Fast forward to Memorial Day 2022, when she and her
four-year-old daughter, Penny, set up a lemonade stand in front of their home.
The idea started at a store. “If you impulse
purchase a set of lemon-shaped napkins from T.J. Maxx, then naturally you have
to build an elaborate lemonade stand,” she said.
Using crates and other supplies, Kurtz built a
stand, complete with a fabric white-and-yellow-striped awning and shelves to
display a bowl of fake lemons and decorative straws. She also made lemon
garlands and an array of signs, and tied pink ribbons to the top for “pops of
color”.
The morning of the event, Kurtz and Penny squeezed
lemons and added sugar, water, and ice, which her daughter later sold for $1 a
glass. “My dad was appalled by the price. He said it was too much money,” Penny
said. “I was like, ‘Dad, it’s freshly squeezed.’”
Penny made $13 over two hours. “I think that might
have covered the price of lemons, but that wasn’t the point,” Kurtz said. “The
point was to have fun.”
Lemonade stands have long been part of the
quintessential
American experience. A New York Times article from July 1880
describes them popping up around New York City: “This cheap lemonade business
has come very much to the front in New York within the last year or two,” it
said. “Before if a thirsty soul wanted a glass of lemonade, on a hot day, he
had to go into some bar-room and pay 15 cents for it.
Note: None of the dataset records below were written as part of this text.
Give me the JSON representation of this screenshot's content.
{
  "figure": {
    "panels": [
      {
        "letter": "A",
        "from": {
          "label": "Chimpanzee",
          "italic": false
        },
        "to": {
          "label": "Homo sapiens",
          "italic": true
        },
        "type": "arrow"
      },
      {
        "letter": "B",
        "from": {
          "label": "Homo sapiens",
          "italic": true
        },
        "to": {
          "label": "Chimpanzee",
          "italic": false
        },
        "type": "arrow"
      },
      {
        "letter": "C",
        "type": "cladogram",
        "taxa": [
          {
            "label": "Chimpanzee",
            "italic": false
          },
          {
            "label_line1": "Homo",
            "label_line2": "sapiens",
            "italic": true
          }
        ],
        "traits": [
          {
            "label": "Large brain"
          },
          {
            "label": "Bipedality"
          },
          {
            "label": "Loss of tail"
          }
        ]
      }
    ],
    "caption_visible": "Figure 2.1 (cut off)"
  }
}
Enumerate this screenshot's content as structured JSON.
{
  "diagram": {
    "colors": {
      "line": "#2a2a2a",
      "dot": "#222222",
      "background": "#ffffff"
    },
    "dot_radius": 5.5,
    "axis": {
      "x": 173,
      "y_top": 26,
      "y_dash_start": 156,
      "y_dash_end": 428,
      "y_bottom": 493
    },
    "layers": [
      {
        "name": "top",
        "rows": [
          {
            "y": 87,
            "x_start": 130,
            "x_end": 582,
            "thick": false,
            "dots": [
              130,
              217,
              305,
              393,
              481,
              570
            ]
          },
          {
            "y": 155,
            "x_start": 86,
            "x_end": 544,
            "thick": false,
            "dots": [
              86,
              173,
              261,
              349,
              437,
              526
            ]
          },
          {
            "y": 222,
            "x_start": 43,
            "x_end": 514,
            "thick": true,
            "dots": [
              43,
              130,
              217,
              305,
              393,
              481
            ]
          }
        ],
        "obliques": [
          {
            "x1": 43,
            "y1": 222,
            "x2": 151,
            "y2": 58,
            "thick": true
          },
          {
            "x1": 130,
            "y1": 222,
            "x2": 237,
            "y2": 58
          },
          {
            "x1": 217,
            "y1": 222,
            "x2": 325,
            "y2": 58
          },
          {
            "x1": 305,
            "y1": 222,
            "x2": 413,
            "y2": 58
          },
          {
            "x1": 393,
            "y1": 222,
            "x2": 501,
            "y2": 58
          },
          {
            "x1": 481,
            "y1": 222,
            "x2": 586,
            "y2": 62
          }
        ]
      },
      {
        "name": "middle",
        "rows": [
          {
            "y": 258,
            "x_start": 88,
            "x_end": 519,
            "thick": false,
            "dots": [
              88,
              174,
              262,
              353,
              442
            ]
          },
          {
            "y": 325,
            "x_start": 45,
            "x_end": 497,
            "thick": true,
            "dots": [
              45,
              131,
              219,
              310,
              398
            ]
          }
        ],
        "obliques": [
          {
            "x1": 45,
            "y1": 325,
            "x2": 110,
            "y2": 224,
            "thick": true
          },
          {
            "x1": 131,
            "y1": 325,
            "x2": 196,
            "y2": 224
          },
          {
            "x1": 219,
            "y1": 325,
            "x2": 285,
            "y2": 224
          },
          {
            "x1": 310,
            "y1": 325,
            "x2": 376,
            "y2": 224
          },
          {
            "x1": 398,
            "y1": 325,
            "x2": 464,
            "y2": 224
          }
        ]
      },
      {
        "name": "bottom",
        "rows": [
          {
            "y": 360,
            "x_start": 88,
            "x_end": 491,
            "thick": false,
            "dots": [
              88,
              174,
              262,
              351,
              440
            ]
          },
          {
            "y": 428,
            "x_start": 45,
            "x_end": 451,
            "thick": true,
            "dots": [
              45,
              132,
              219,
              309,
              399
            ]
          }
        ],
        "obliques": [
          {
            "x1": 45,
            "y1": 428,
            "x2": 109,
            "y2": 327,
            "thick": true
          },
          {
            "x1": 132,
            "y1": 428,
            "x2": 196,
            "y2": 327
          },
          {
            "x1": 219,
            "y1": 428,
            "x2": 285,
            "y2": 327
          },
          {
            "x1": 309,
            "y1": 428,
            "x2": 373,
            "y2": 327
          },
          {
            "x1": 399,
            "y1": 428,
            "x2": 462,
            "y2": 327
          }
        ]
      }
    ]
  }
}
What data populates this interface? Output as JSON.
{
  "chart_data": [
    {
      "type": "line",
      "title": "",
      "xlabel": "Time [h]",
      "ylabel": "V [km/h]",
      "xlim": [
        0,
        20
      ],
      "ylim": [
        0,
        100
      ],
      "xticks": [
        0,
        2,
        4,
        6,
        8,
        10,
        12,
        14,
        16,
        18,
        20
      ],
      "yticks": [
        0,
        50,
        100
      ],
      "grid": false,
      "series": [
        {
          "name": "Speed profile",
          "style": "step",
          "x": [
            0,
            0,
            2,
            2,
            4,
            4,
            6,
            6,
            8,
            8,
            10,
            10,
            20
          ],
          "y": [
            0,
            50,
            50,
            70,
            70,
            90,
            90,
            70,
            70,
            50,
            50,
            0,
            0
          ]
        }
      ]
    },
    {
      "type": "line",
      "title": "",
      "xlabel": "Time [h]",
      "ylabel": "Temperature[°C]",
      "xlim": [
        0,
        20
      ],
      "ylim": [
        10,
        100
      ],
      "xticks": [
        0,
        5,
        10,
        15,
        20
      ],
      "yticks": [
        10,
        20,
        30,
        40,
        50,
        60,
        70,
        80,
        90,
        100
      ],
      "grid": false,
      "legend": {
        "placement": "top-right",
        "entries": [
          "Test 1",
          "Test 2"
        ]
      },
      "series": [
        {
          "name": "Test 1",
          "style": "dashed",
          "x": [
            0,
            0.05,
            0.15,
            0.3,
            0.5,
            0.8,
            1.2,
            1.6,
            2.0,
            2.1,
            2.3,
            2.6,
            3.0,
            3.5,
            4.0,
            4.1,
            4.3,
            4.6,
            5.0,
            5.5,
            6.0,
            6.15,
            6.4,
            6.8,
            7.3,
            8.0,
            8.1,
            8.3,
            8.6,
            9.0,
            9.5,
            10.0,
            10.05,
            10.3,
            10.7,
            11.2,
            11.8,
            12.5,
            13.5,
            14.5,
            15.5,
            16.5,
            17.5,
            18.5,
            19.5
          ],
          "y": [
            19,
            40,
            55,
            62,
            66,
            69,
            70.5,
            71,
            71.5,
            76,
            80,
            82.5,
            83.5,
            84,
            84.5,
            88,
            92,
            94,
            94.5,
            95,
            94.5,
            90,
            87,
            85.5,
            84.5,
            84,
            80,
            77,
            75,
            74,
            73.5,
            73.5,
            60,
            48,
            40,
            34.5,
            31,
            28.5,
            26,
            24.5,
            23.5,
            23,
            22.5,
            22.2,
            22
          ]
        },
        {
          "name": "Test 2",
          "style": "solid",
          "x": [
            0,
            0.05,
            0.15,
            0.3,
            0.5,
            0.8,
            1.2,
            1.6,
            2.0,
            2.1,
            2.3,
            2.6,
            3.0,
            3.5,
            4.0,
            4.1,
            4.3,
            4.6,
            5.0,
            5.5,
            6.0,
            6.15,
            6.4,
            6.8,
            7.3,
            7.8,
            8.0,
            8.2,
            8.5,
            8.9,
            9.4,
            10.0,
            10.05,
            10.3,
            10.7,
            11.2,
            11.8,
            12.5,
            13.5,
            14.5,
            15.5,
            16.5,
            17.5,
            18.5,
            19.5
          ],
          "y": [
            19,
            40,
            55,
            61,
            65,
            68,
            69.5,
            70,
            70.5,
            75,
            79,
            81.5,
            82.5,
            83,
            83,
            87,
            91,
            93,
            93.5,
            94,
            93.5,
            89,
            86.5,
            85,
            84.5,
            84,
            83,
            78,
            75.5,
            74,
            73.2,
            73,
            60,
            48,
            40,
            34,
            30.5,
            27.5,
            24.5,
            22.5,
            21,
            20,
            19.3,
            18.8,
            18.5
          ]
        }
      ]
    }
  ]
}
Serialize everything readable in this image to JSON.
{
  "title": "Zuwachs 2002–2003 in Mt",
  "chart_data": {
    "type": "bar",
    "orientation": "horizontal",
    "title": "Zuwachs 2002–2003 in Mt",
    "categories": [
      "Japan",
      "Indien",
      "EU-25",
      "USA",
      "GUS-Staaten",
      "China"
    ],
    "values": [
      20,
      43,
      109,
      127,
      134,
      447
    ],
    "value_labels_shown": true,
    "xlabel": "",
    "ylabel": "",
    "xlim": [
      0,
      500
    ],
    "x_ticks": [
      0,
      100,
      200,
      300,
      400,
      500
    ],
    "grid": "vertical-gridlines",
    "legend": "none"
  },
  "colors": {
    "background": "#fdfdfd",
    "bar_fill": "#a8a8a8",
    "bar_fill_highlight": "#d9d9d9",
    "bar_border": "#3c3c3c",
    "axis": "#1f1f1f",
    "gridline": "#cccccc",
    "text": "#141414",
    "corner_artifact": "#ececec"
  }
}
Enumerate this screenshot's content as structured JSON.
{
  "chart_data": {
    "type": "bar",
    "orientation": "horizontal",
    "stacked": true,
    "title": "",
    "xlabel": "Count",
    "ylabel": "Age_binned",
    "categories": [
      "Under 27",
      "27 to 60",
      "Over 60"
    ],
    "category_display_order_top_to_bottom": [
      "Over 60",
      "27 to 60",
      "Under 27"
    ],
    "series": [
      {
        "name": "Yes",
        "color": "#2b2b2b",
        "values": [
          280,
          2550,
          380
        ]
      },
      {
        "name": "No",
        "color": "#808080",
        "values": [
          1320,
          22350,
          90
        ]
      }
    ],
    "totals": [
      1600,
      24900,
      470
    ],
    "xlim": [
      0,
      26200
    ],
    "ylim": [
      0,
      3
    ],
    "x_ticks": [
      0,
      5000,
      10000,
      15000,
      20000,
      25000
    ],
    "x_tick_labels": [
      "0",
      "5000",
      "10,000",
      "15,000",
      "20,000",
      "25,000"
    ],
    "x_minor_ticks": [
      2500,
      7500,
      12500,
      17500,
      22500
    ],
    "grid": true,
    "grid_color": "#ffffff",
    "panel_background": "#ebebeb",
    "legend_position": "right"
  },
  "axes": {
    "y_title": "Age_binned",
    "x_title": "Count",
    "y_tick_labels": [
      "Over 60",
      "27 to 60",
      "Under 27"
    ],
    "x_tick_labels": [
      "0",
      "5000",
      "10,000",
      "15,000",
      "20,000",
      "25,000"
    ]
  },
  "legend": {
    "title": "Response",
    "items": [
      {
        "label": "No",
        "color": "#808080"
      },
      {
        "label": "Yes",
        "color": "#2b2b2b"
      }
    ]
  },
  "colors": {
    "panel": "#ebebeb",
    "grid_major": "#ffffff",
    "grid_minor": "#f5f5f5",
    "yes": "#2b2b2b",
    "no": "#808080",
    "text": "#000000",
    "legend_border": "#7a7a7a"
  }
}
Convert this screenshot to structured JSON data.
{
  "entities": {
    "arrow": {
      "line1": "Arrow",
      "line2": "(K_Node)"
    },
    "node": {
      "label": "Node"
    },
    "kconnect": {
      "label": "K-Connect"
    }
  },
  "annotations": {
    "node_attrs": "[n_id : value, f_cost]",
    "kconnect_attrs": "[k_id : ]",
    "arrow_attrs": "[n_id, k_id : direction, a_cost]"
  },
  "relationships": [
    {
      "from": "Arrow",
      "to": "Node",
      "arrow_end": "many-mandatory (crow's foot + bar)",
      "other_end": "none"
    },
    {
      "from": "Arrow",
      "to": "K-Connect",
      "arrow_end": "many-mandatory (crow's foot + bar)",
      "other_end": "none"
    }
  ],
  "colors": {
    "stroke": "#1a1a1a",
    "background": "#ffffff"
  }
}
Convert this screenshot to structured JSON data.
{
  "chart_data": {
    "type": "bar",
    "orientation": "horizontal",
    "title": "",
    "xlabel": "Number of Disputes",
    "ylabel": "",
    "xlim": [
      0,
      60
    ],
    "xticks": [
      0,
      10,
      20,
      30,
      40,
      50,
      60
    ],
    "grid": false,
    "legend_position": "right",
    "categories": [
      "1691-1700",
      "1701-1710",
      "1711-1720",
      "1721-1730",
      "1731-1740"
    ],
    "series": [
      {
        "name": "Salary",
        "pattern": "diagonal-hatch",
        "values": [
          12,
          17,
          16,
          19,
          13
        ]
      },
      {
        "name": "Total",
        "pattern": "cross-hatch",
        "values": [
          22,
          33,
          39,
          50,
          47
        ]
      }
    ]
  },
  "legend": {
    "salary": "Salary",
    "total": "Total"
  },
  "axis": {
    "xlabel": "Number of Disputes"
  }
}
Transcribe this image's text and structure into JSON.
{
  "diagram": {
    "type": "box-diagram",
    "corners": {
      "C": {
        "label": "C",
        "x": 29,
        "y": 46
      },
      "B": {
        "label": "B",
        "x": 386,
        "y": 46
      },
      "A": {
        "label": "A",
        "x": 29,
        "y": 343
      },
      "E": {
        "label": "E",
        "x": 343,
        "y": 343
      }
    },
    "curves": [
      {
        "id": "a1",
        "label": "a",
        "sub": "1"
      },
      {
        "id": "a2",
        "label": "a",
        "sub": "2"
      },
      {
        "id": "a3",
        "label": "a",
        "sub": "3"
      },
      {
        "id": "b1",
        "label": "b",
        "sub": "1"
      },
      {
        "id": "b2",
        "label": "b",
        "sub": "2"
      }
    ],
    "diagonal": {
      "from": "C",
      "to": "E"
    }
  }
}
Now, at any one of these
lemonade stands — and scores of them have been established — a customer can
have a glass of ice-cold lemonade made before his eyes for five cents.”
Children eventually took over the trade, and for at
least a few generations, parents have seen them as ways for their children to
learn entrepreneurial skills while having fun.
Lemonade stands suffered early in the pandemic.
Social distancing rules made them all but impossible. Now they are back in full
force in cities and suburbs across America. While some families still use
concentrate and card tables, others have become more ambitious: making DIY
stands, buying special wardrobes for the occasion, advertising on social media,
and offering more upscale options (organic elderflower lemonade, anyone?).
Additionally, many vendors are opting to donate their proceeds to charity.
Michael York, a Marine Corps veteran in East Bridgewater,
Massachusetts, and his daughter, Aria, did not want to settle for a card table.
“We spent one day building a lemonade stand ourselves,” said Aria, who is 8.
“We found wood down the street and decorated it. We used sparky black, blue,
green and yellow paint to make a sign.”
“It was so fun to make,” she added.
Even after the pandemic, York, 36, has appreciated
how bonding projects like this are for his family. “I kind of go overboard with
everything we do with the kids,” he said (he and his wife also have a
4-year-old daughter).
It was also important to him and his daughter that
all the money go to a good cause: They raised $280 for Home Base, an
organization that provides funds and clinical care to veterans and their
families. (“That felt good,” Aria said.)
And unlike their parents, children now have access
to technology to help bolster profits.
For Carrie Weprin in the Boerum Hill neighborhood in
the New York borough of Brooklyn, accepting payments through Venmo from people
who did not have cash was a game-changer.
And Weprin found that her children, Elijah, 5, and
Naomi, 3, were tenacious salespeople: “Anytime somebody walked by and didn’t
stop, they were very vocal about it,” said Weprin, 36, a documentary filmmaker.
They “had no shame.” In the wake of the school shooting in Uvalde, Texas, the
family donated their proceeds to Everytown for Gun Safety, a nonprofit that
advocates for gun control.
Children used to put up a lemonade stand and hope
people saw it. Now they and their parents can promote stands through social
media and text messaging.
“We used Facebook and Instagram to advertise, and a
lot of people came,” York said. “It felt like a special, one-day thing.”